Hell hath frozen over

So today – Day Three of New Awesome Job – holds not only that moniker but also the title of The First Time I’ve Ever Had To Blog…For Work. I’m putting this in all-caps to emphasize the ridiculousity that this is, that after EIGHT YEARS of writing on this website (not blog), I’ve never, not once, been asked to write for a corporate blog. (Ok, that’s a lie. I wrote this, but it’s not really blog-like and I had been given the topic so I don’t really count it.)  But today, the heavens opened up and the angels began to sing and hell started getting some snowflakes and oh my! Is that a pig flying? Methinks it is. So yes. I get to write a blog post, one of many forthcoming and I’m just sitting here hoping that Typekey changes my profile name correctly and it doesn’t come from "Aubs".

Exciting, right?

Yep. Except I don’t really know where to begin. I’ve been here just three days (two and a half, if you’re being specific) and while I know what we’re doing and what I’m supposed to be writing about, I think I’m working myself up into a nervous tizzy about a blog post. I mean, if this involved math, nervous tizzy justified. But this is writing – nay, BLOGGING – something I consider myself a quasi-expert on. I mean, if there were a GRE section on blogging, I’m SURE I wouldn’t have gotten halfway through and just started putting down "B" for every answer. Like, um, I did for the math section.  (Whatever. Georgetown AND George Washington University still thought I was fabulous with my less-than-stellar math percentile. And you should too. But I digress…)

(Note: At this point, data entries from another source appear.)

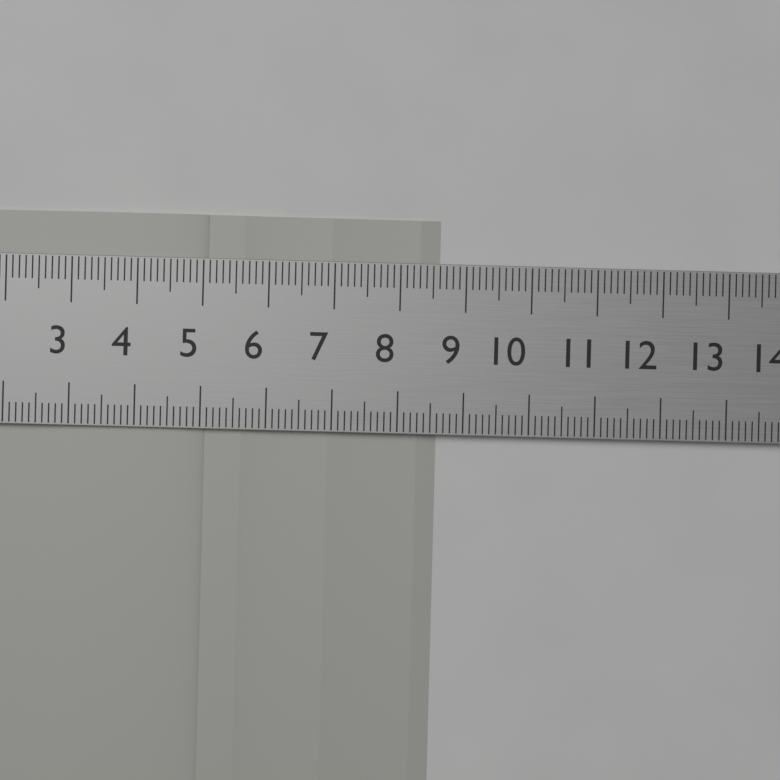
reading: 8.6 cm
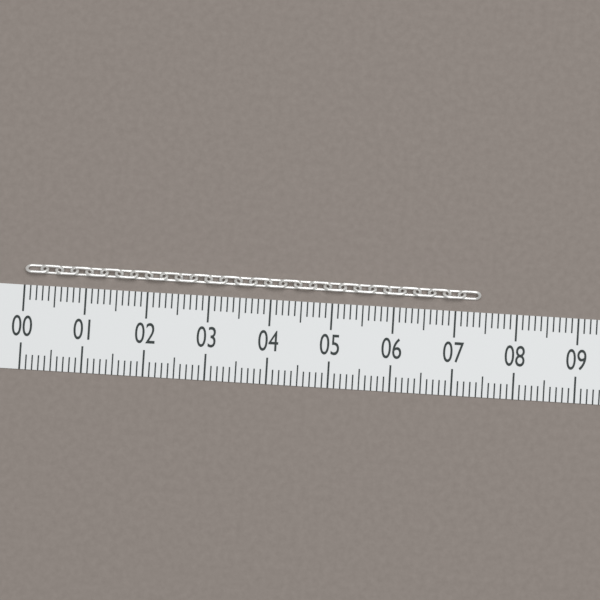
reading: 7.4 (no unit)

So with a hectic morning behind me and it being an "eat-at-my-desk" sorta day, I figured I’d take 20 minutes to pump myself up and do a bit of practice by reading some of my favorite blogs, catching up on the news of the day, and writing here.

I honestly never thought I’d see the day where I had to PRACTICE blogging, but hell, that pig WAS flying outside, wasn’t it?